Antonio Nusa and Oscar Bobb supply the directness and unpredictability that make Norway feel less one-dimensional than casual fans assume.
Why it matters: Norway combines a global superstar, a brutal group and just enough collective strength to make the whole story feel genuinely open.
KICKIQ QUIZ ANGLE
Norway works very well in the KickIQ quiz because the team combines modern relevance with memorable history. The 1994 win over Brazil, the 1998 round-of-sixteen run and the long absence before 2026 all create useful question angles, while Haaland's record-breaking international output adds a modern layer that even casual fans recognise.
The father-son angle also matters: Alf-Inge Haaland played for Norway in 1994, which makes this one of those World Cup stories that bridges generations naturally and gives the quiz more texture than a simple player profile ever could.
PREDICTIONS AND LATEST MATCH SIGNALS
Norway are the type of team that can go out in the group or make the round of sixteen feel almost inevitable depending on one big performance. That is what makes them such a compelling outsider.
The realistic target is to get out of Group I. If they do that, the ceiling quickly changes because teams built around a decisive striker are dangerous in knockout football. The group itself is the real barrier.
WORLD CUP HISTORY
Norway have appeared at only three previous World Cups: 1938, 1994 and 1998. That alone makes 2026 feel like a real generational return rather than a routine qualification cycle.
The most famous result remains the 2-1 win over Brazil in 1998, which still gives Norway a place in one of football's most unlikely records. Since then, the story has mostly been about absence. That is why 2026 matters so much: it is not just another appearance, but the first major finals for the best player the country has ever produced.
LATEST UPDATES
Odegaard's fitness is the single most important watchpoint in the run-up to the tournament. When he looks sharp, Norway feel much more capable of controlling games rather than simply surviving them.
Haaland, by contrast, arrives with the sort of club-level numbers that make any tournament preview impossible to ignore. The question is not whether he can score. It is whether Norway can keep him fed often enough against top-level opponents.
RELATED LINKS
Follow Norway's place inside the wider tournament story with dates, host cities and bracket context.
UpdatesLatest quiz updatesTrack fresh stories, new quiz angles and the latest editorial signals feeding KickIQ.
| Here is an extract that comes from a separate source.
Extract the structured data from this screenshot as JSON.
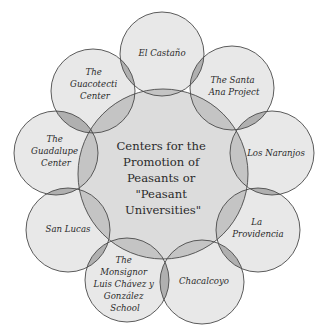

Team guideSenegal 2026 guideRead the other side of Norway's key New York group-stage test at MetLife Stadium.
Host cityNew York & New Jersey guidePlan the MetLife stop with airports, hotels, fan logic and city tips around the match.
Because Erling Haaland is finally playing his first major tournament, Norway qualified with a perfect record and the team landed in one of the hardest groups in the competition.
The round of sixteen is the realistic first target. If Norway get out of Group I, they immediately become one of the knockout outsiders nobody will want to face.
Jump into the KickIQ quiz, then compare Norway's route with Senegal and the wider World Cup groups guide.